A recent study has reported a novel breeding strategy to rapidly create climate-smart crops that show higher yield under normal conditions and greatly rescue yield losses under heat stress both in staple grain and vegetable crops.

The study, which was published in Cell on 13 December, was conducted by Prof. XU Cao’s team from the Institute of Genetics and Developmental Biology (IGDB) of the Chinese Academy of Sciences.

The year 2050 is fast approaching and farm productivity must increase by 60% in order to feed a projected global population of 10 billion. However, current crop production is insufficient and is expected to worsen due to the abiotic-stress burden of climate change.

An increase of 2 °C during the growing season will result in a yield loss of 3–13%. To ensure global food security and overcome breeding bottlenecks, scientists urgently need to develop “climate-smart” crops that achieve higher yields under normal conditions and stable yields under heat stress.

The physiological basis of crop yield and quality is the source-sink relationship. Source tissues (e.g., leaves) are net producers of photoassimilates—i.e., primarily carbohydrates such as sucrose. In contrast, sink tissues (e.g., fruits, seeds, roots, developing flowers, cotton fibers, and storage organs) are net importers, which use or store photoassimilates.

The cell wall invertase gene (CWIN) is the crucial gene regulating the source-sink relationship in plants. The enzyme encoded by this gene unloads and converts sucrose transported from leaves into glucose and fructose within sink organs, where these sugars can be directly absorbed and utilized. These sugars are not only essential nutrients for the development of fruits and seeds, but significantly influence the sweetness of fruits and the quality of rice grains.

Heat stress represses CWIN activity and thus disrupts the source-sink balance, resulting in inadequate energy supply in sink organs, reduced reproductive development, and yield penalties.

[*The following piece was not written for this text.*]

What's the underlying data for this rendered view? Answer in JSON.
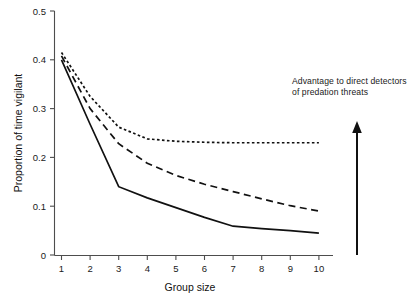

In their new study, Prof. XU Cao and his team developed a strategy based on climate-responsive optimization of carbon partitioning to sinks (CROCS) by rationally manipulating the expression of CWIN genes in fruit and cereal crops. They precisely knocked-in a 10-bp heat-shock element (HSE) into promoters of CWIN genes in elite rice and tomato cultivars, using self-developed high-efficiency, prime-editing tools. HSE insertion endows CWINs with heat-responsive upregulation in both controlled and field environments to enhance carbon partitioning to rice grains and tomato fruits.

Multi-location and multi-season yield tests on tomatoes under various cultivation conditions including greenhouses and open fields showed that under normal conditions, the CROCS strategy increased tomato yields by 14% to 47%. Under heat stress, it increased per-plot fruit yield by 26%~33% over controls and rescued 56.4%~100% of fruit yield losses caused by heat stress. Notably, aspects of fruit quality such as uniformity and sugar content were significantly improved compared to unmodified controls.

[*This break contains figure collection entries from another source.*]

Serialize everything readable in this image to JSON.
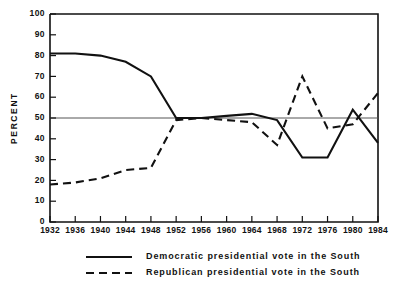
{
  "chart_data": {
    "type": "line",
    "title": "",
    "subtitle": "",
    "xlabel": "",
    "ylabel": "PERCENT",
    "x": [
      1932,
      1936,
      1940,
      1944,
      1948,
      1952,
      1956,
      1960,
      1964,
      1968,
      1972,
      1976,
      1980,
      1984
    ],
    "categories": [
      "1932",
      "1936",
      "1940",
      "1944",
      "1948",
      "1952",
      "1956",
      "1960",
      "1964",
      "1968",
      "1972",
      "1976",
      "1980",
      "1984"
    ],
    "xlim": [
      1932,
      1984
    ],
    "ylim": [
      0,
      100
    ],
    "ytick_labels": [
      "0",
      "10",
      "20",
      "30",
      "40",
      "50",
      "60",
      "70",
      "80",
      "90",
      "100"
    ],
    "ytick_values": [
      0,
      10,
      20,
      30,
      40,
      50,
      60,
      70,
      80,
      90,
      100
    ],
    "grid": false,
    "reference_lines": [
      {
        "name": "fifty-percent-line",
        "axis": "y",
        "value": 50
      }
    ],
    "legend_position": "below-plot",
    "series": [
      {
        "name": "Democratic presidential vote in the South",
        "style": "solid",
        "color": "#111111",
        "values": [
          81,
          81,
          80,
          77,
          70,
          50,
          50,
          51,
          52,
          49,
          31,
          31,
          54,
          38
        ]
      },
      {
        "name": "Republican presidential vote in the South",
        "style": "dashed",
        "color": "#111111",
        "values": [
          18,
          19,
          21,
          25,
          26,
          49,
          50,
          49,
          48,
          37,
          70,
          45,
          47,
          62
        ]
      }
    ]
  },
  "legend": {
    "items": [
      {
        "label": "Democratic presidential vote in the South",
        "style": "solid"
      },
      {
        "label": "Republican presidential vote in the South",
        "style": "dashed"
      }
    ]
  }
}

In addition, rice cultivars improved by this strategy not only showed a yield increase of 7% to 13% under normal conditions, but also showed a 25% grain yield increase over controls under heat-stress conditions. Specifically, up to 41% of heat-induced grain losses were rescued in rice.

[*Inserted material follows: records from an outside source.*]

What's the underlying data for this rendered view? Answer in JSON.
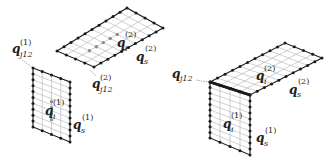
{
  "figure": {
    "left": {
      "title": "separated subdomains",
      "top_panel": {
        "interior_label": {
          "base": "q",
          "sub": "i",
          "sup": "(2)"
        },
        "side_label": {
          "base": "q",
          "sub": "s",
          "sup": "(2)"
        },
        "junction_label": {
          "base": "q",
          "sub": "j12",
          "sup": "(2)"
        }
      },
      "bottom_panel": {
        "interior_label": {
          "base": "q",
          "sub": "i",
          "sup": "(1)"
        },
        "side_label": {
          "base": "q",
          "sub": "s",
          "sup": "(1)"
        },
        "junction_label": {
          "base": "q",
          "sub": "j12",
          "sup": "(1)"
        }
      }
    },
    "right": {
      "title": "assembled subdomains",
      "junction_label": {
        "base": "q",
        "sub": "j12"
      },
      "top_panel": {
        "interior_label": {
          "base": "q",
          "sub": "i",
          "sup": "(2)"
        },
        "side_label": {
          "base": "q",
          "sub": "s",
          "sup": "(2)"
        }
      },
      "front_panel": {
        "interior_label": {
          "base": "q",
          "sub": "i",
          "sup": "(1)"
        },
        "side_label": {
          "base": "q",
          "sub": "s",
          "sup": "(1)"
        }
      }
    },
    "colors": {
      "edge": "#1a1a1a",
      "grid": "#b0b0b0",
      "node": "#1a1a1a",
      "interior_node": "#8c8c8c",
      "text": "#222222"
    }
  }
}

Prof. Xu noted that CROCS is an efficient, versatile, prime-editing based system for rapid crop improvement, which paves the way to rapidly create climate-smart crops by targeted insertion of environment-responsive cis-regulatory elements. The strategy also provides effective gene-editing tools and feasible operational procedures for the fundamental study of plant responses to stress.

The researchers also noted that this breeding strategy has now also been applied to crops such as soybeans, wheat, and corn.